Do dark networks aid cyberthieves and abusers?
- Published
The Downing Street summit has thrown the spotlight on the web and what can be done to expunge images of child abuse and to catch those that share such material.
While it is true that abusers seek and share images on the web, many take steps to hide what they are doing because it does such a poor job of protecting their anonymity.
Instead, many tech-savvy paedophiles have turned to so-called "dark nets", such as Tor, I2P, Freenet and many others.
These networks are specifically designed to conceal the identity and location of their users, said Christian Berg, co-founder of NetClean, a company which sells products used by police forces and anti-abuse agencies to classify images of child sexual abuse.
By contrast, everything connected to the web uses its own IP address to ensure data reaches its destination. When information moves online, IP addresses are widely logged, potentially giving police a start in any investigation into who is looking at images and where they go.
By a variety of technological tricks, the dark nets hide these giveaway identifiers, at the same time as they let people use the web.
"The traces you are leaving, the IP addresses, they are not yours," said Mr Berg. "These networks have become a major problem because they are free and easy to use."
Browsing these dark nets, especially Tor, is a sobering experience, said Mikko Hypponen, chief research officer at security company F Secure.
"Everything goes," he said.
On these networks drugs, guns and credit card skimmers are openly on sale. They are places where criminal hackers, professional thieves and, apparently, hitmen advertise their services. Using one of the many web currencies, it is possible to buy lots of stolen credit card numbers, stolen hardware and pay someone to hack into a bank account or company.
Of course, said Mr Hypponen, it was likely that a lot of the goods and services being offered were actually scams seeking to steal from the gullible.
Despite this, he said, it was clear that some users of these networks were serious. Some domains run via the dark nets act as sharing points for illegal material - be that pirated movies or images of abuse. Investigations into who is behind the services being offered on these networks are largely futile, he said.
"The big difference between Tor and the web is that we will never be able to find out who runs a site or forum," Mr Hypponen added.
Good and bad
Given how much UK tech firms are being asked to do to clean up the web, should there be similar efforts to tackle Tor, i2p, Freenet and others?
For Mick Moran, Interpol's acting assistant director of cybersecurity and crime, who has spent years pursuing abusers, there is only one answer to that question.
"Tor as a concept is quite flawed," he said.
He described its supporters as "cyber-utopians" who mistakenly believe it, and its ilk, are forces for good because they are used in many places where political protests are harshly suppressed.
By contrast, he said, his experience of dark nets such as Tor was that their use by activists and the oppressed was more than outweighed by criminal abuse of such anonymising systems.
"They use it to access and exchange child exploitation material and child pornography," he said. "Because they are untraceable then society lacks the ability to enforce democratically put in place laws around this issue."
But the potential for a technology to be abused is no guide to whether it should be suppressed, said Phil Zimmerman, who invented an easy way to encrypt messages to stop them being spied on.
That technology, known as Pretty Good Privacy (PGP), was very controversial when it first appeared, he said. It was likely that it was put to criminal ends, but the usefulness of the encryption technology it drew on far outweighed that abuse.
"Just think about what we would have to do if we did not have strong encryption," he said. "We would not have any e-commerce or e-banking. The economy would go back to being entirely bricks and mortar."
In addition, he said, the lack of encryption and other similar technologies would radically erode privacy.
Mr Zimmerman has started a company called Silent Circle that adds encryption to phone calls to protect them from eavesdroppers. Silent Circle has no control over who signs up to use it and has no knowledge of the keys used to scramble conversations.
If the police turned up asking for access to users' accounts and conversations, Silent Circle would not be able to help them. Mr Zimmerman is sanguine about this and the fact that the technology may well be serving criminals.
"It's also being used to protect the lives of Navy Seals and soldiers in Pakistan," he said. "These are people putting their lives on the line to stop terrorism."
The encryption systems behind Silent Circle, PGP and the anonymising technology in Tor and the other dark nets were too valuable and did too much good for them to be taken away simply to satisfy the demands of the police, he said.
Stripping away these technologies would empower criminals as much as it would law enforcement, he said. If they did disappear, privacy over any and every communication network would utterly disappear.
"What would happen to our criminal justice system if that became the case?" he asked. "Just think about the kind of future we face if we do not or cannot use strong encryption."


— Task —
Give back every record below word for word, with the pictures omitted.

— Input material —
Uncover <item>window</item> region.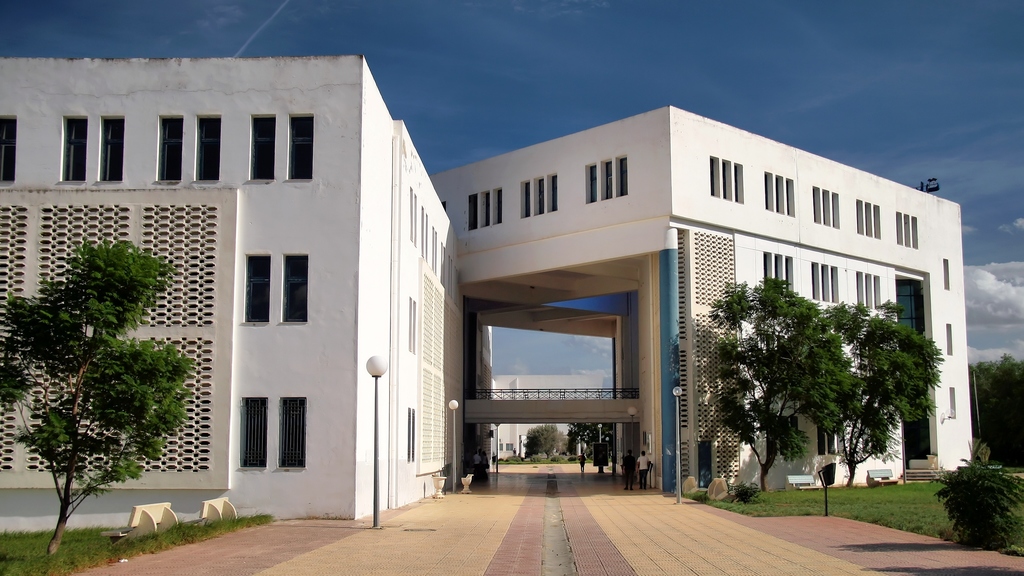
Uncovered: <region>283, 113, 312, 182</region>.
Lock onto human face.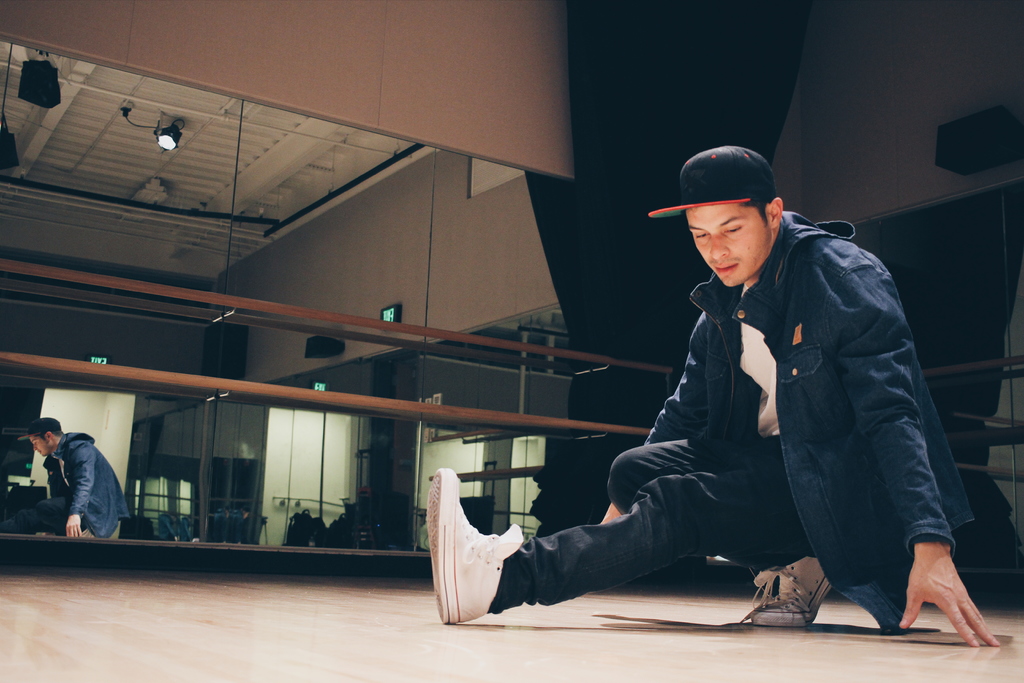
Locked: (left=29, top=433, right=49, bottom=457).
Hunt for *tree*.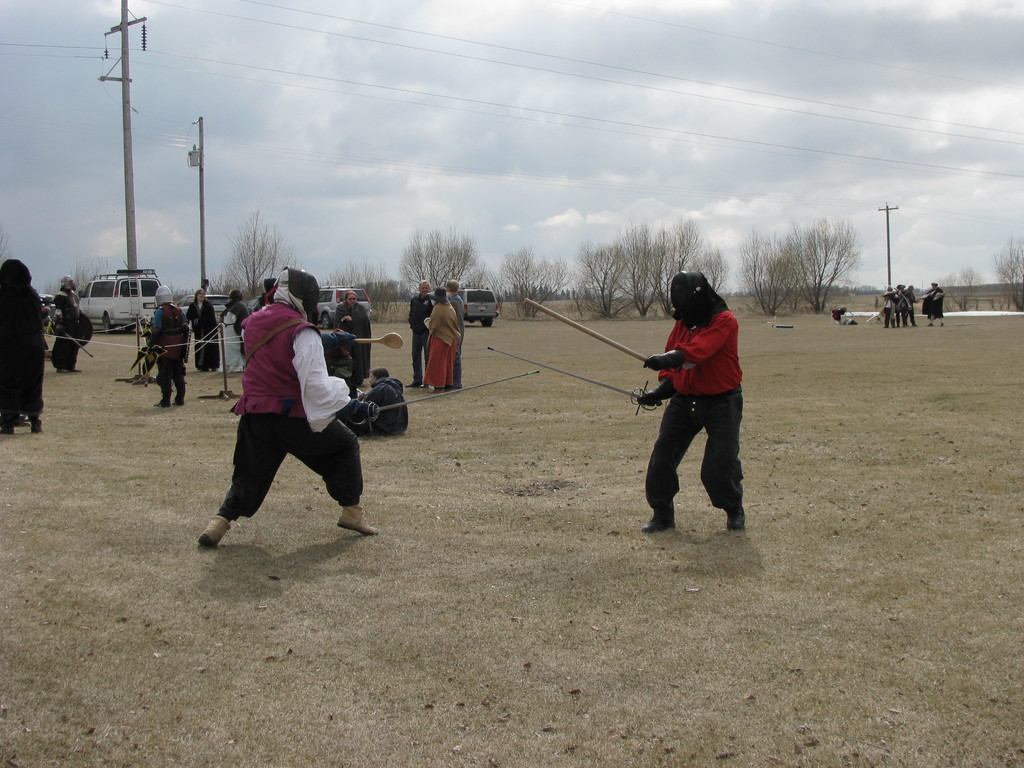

— Answer below —
Uncover <item>window</item> region.
Uncovered: <region>283, 113, 312, 182</region>.
Lock onto human face.
Locked: (left=29, top=433, right=49, bottom=457).
Hunt for *tree*.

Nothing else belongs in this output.